Yes. A migration can change how pixels, customer events, and post-purchase scripts fire. When those signals break or duplicate, ad platforms report fewer conversions. The ads may perform while ROAS reporting drops because the attribution path has lost data.
ROAS often drops because tracking changed, not because ads failed. Pixels, customer events, or consent rules may behave differently after the upgrade, so purchase events can go missing or duplicate. Compare Shopify orders with each platform before cutting the budget.
Checkout extensibility tracking is the practice of confirming that pixels and customer events fire correctly across Shopify’s new checkout, Thank you, and Order status pages. It checks purchase events, consent rules, and post-purchase data so ad platforms report accurate conversions and ROAS.
Test page_viewed, product_viewed, product_added_to_cart, checkout_started, payment_info_submitted, and checkout_completed. Confirm each fires once and maps to the right platform event.
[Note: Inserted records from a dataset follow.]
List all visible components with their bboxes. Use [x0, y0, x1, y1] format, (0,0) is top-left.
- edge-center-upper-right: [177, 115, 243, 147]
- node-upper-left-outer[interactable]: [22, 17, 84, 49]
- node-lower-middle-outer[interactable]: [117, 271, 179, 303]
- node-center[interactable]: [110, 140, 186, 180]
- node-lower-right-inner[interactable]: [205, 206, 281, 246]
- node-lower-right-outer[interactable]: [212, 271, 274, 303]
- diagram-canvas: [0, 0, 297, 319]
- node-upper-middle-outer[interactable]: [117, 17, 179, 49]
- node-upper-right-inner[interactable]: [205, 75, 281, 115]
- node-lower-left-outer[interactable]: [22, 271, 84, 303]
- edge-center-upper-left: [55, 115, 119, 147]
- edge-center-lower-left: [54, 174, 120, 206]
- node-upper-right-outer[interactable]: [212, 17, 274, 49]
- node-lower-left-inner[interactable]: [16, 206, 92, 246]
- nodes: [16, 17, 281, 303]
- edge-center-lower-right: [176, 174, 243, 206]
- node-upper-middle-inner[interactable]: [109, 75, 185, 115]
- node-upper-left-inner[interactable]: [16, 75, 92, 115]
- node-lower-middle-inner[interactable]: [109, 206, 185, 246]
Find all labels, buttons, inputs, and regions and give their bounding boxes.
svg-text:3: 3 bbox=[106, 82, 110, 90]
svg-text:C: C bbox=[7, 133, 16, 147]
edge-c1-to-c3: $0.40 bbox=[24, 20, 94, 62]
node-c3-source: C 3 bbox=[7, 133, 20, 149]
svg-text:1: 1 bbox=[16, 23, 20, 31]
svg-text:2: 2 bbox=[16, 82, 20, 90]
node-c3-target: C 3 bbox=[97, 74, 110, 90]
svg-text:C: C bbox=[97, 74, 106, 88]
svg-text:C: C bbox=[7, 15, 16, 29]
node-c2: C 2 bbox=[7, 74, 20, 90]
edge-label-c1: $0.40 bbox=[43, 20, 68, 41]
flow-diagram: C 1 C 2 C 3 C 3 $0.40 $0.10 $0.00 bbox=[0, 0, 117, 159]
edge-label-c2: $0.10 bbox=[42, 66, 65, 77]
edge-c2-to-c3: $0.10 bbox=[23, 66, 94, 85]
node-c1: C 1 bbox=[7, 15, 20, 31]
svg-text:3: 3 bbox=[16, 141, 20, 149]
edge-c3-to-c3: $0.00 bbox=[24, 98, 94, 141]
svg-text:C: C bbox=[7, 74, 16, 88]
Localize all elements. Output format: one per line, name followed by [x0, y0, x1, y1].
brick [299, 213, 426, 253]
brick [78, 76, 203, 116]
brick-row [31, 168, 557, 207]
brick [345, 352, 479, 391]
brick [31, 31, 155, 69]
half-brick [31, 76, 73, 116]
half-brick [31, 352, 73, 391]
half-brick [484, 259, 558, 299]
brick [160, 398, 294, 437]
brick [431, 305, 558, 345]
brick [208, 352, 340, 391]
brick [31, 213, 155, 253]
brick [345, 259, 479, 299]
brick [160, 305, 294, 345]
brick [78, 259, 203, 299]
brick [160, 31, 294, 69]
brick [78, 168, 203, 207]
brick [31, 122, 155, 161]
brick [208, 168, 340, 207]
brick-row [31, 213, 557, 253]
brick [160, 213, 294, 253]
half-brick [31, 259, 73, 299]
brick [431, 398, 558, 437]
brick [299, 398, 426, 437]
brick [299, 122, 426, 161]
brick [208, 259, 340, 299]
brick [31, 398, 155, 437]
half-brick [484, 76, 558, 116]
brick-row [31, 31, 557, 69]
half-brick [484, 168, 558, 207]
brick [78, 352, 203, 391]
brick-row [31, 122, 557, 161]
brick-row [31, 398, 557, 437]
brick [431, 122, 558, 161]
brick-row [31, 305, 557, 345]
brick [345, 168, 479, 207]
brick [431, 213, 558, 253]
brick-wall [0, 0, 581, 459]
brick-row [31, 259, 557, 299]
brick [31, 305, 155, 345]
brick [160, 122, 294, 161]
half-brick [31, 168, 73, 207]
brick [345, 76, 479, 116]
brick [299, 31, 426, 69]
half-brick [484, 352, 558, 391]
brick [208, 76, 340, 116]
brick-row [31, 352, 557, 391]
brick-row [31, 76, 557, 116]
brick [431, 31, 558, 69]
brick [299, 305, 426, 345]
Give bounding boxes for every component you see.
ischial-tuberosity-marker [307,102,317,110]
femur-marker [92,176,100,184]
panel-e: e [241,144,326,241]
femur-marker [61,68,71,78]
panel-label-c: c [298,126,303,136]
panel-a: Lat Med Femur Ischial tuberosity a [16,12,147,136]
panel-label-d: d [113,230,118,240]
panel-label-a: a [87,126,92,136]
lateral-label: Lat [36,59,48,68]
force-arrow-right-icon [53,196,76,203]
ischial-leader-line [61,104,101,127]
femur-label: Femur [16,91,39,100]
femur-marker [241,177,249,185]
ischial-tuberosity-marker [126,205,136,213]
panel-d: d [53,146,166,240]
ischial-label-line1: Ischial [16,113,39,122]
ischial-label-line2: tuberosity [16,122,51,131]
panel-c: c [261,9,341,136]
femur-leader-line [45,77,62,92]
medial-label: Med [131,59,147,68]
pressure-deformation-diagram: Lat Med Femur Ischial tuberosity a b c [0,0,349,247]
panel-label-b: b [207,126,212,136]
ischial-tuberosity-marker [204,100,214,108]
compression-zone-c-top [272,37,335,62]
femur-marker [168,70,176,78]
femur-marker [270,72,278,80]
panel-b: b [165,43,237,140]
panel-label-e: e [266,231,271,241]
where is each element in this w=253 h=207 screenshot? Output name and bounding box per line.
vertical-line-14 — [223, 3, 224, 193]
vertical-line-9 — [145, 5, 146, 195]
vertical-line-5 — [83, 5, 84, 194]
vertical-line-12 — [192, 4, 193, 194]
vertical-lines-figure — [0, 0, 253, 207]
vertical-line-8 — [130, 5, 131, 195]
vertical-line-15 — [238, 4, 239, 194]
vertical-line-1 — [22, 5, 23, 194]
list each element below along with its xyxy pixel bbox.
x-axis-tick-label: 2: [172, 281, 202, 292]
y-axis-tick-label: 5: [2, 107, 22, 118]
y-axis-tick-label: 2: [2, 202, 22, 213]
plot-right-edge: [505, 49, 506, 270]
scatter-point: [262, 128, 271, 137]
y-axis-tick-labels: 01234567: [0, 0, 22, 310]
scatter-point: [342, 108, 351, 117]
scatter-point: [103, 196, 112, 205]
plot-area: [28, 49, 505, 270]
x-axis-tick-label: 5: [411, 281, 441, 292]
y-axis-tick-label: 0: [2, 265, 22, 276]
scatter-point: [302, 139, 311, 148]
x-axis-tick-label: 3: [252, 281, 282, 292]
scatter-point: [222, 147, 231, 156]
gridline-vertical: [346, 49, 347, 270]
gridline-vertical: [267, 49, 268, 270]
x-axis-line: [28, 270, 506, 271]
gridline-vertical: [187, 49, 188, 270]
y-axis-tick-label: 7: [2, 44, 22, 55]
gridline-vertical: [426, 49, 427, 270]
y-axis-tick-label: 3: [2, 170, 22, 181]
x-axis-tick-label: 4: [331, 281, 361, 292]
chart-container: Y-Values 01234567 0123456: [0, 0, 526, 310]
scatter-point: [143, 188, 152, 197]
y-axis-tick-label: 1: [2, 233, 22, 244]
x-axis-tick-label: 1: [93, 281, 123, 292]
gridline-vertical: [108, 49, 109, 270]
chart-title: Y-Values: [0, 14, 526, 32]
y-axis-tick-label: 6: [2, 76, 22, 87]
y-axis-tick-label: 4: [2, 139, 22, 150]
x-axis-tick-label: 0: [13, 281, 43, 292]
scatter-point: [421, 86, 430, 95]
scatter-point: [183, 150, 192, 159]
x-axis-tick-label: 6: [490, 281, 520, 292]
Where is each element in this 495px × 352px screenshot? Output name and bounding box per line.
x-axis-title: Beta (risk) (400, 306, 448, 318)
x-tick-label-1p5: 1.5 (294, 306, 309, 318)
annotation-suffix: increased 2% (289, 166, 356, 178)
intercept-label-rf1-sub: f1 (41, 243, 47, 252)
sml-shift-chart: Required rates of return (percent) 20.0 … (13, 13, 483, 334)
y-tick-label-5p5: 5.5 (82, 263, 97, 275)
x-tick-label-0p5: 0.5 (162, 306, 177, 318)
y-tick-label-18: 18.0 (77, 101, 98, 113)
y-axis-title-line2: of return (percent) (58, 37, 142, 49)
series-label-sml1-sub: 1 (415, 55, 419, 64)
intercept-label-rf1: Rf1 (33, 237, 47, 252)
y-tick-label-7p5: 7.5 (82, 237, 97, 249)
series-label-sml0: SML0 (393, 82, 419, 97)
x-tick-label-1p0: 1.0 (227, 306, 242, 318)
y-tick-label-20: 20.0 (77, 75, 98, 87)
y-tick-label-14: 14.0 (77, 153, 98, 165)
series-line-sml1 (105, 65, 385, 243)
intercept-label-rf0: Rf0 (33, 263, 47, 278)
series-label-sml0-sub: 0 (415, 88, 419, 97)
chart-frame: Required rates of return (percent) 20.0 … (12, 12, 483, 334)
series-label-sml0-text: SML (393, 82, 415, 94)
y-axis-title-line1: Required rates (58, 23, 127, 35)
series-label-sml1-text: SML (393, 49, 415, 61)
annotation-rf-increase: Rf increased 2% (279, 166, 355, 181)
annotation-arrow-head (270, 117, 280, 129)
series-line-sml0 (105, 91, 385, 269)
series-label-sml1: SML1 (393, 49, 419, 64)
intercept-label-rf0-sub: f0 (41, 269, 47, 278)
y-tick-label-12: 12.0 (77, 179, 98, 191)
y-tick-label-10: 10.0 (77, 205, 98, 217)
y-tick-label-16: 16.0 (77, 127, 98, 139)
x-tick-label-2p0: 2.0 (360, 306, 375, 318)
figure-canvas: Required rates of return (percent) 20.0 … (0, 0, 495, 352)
Also check post-purchase and custom events. These standard events feed Meta, Google Ads, and GA4 reporting.
Custom pixels subscribe to Shopify customer events inside a sandbox and send data to your tools. They replace older additional scripts that Shopify deprecated on the Thank you and Order status pages with more stability and automatic updates.
A Checkout Health Check compares Shopify orders against every ad platform to find missing or duplicate conversions. It shows whether an ROAS drop came from ads or tracking. Running it before scaling spend protects your budget.